Dáil debates
Tuesday, 1 February 2005
Tax Code.
2:30 pm
Brian Cowen (Laois-Offaly, Fianna Fail)
That is my honest intention. Rather than considering this matter piecemeal and reacting to whatever issue is more fashionable in any given week or day I intend to consider the entire issue. It would be helpful for the ordinary taxpayer to see what role these schemes play and to see their wider benefits.
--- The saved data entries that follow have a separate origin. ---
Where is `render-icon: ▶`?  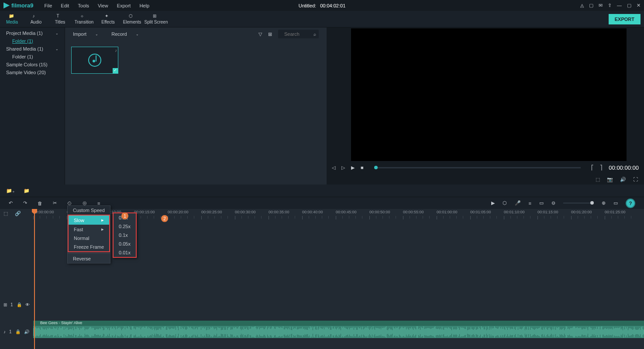 render-icon: ▶ is located at coordinates (493, 203).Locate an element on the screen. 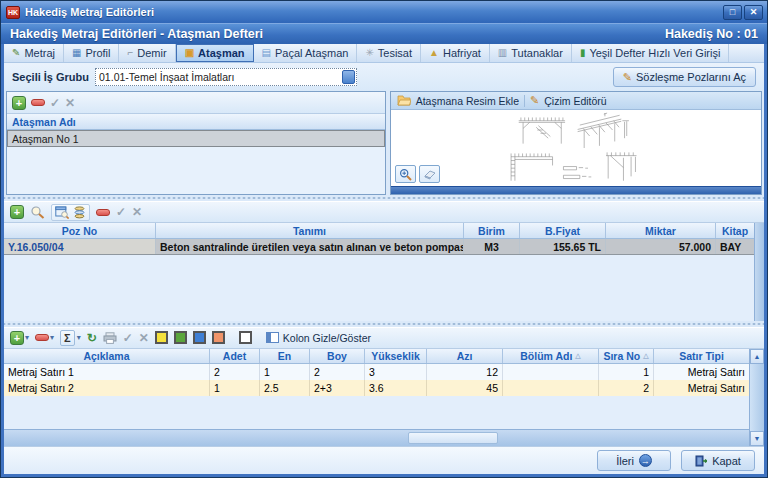 The width and height of the screenshot is (768, 478). col-miktar: Miktar is located at coordinates (661, 230).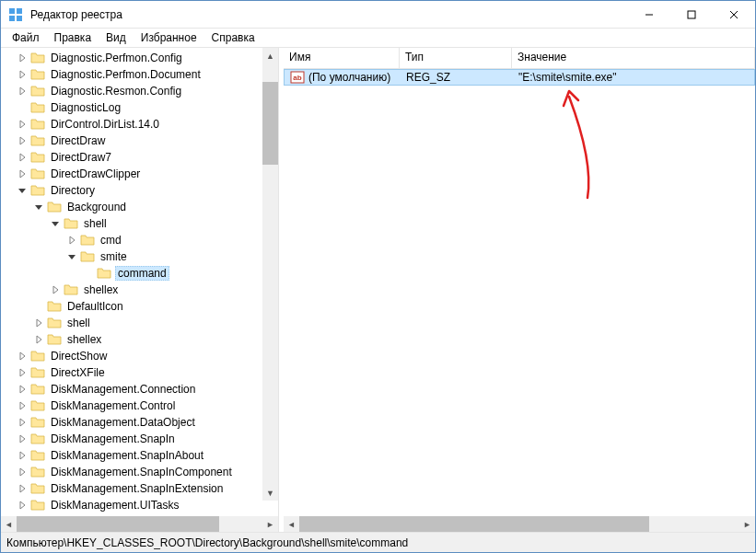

Successive governments devised these schemes. They were changed and modified and they evolved through circumstances including judgments justified in their own way and time. A wider community benefit derives from these schemes. Too often, critics like to portray them in terms of being some sort of sop or concession to high earners. Their purpose is rather to gain a wider community benefit, which has taken place. Some schemes have worked very well and others not so well in instances where the level of architecture or integrated planning or whatever was not uniform. One could point to a great success in location A and one not so great in location B. We must learn what wider merits are involved in these schemes, their applicability and application in the years ahead, given that the economy is not progressing at full speed in every part of the country. We must learn lessons from the operation of these schemes so far, and considering the infrastructure deficits we have identified, see what can be done to assist parts of the country that might gain an overall benefit by the implementation of such incentivised schemes. That is the purpose of the review. It is not done simply to defer decisions. It is a question of getting matters right and it is far better to take what might be a valid criticism of not proceeding with the schemes now, or making any changes now. I am prepared to take that flak in the interests of coming forward next year, as Deputy Bruton suggested, with something that perhaps makes greater sense.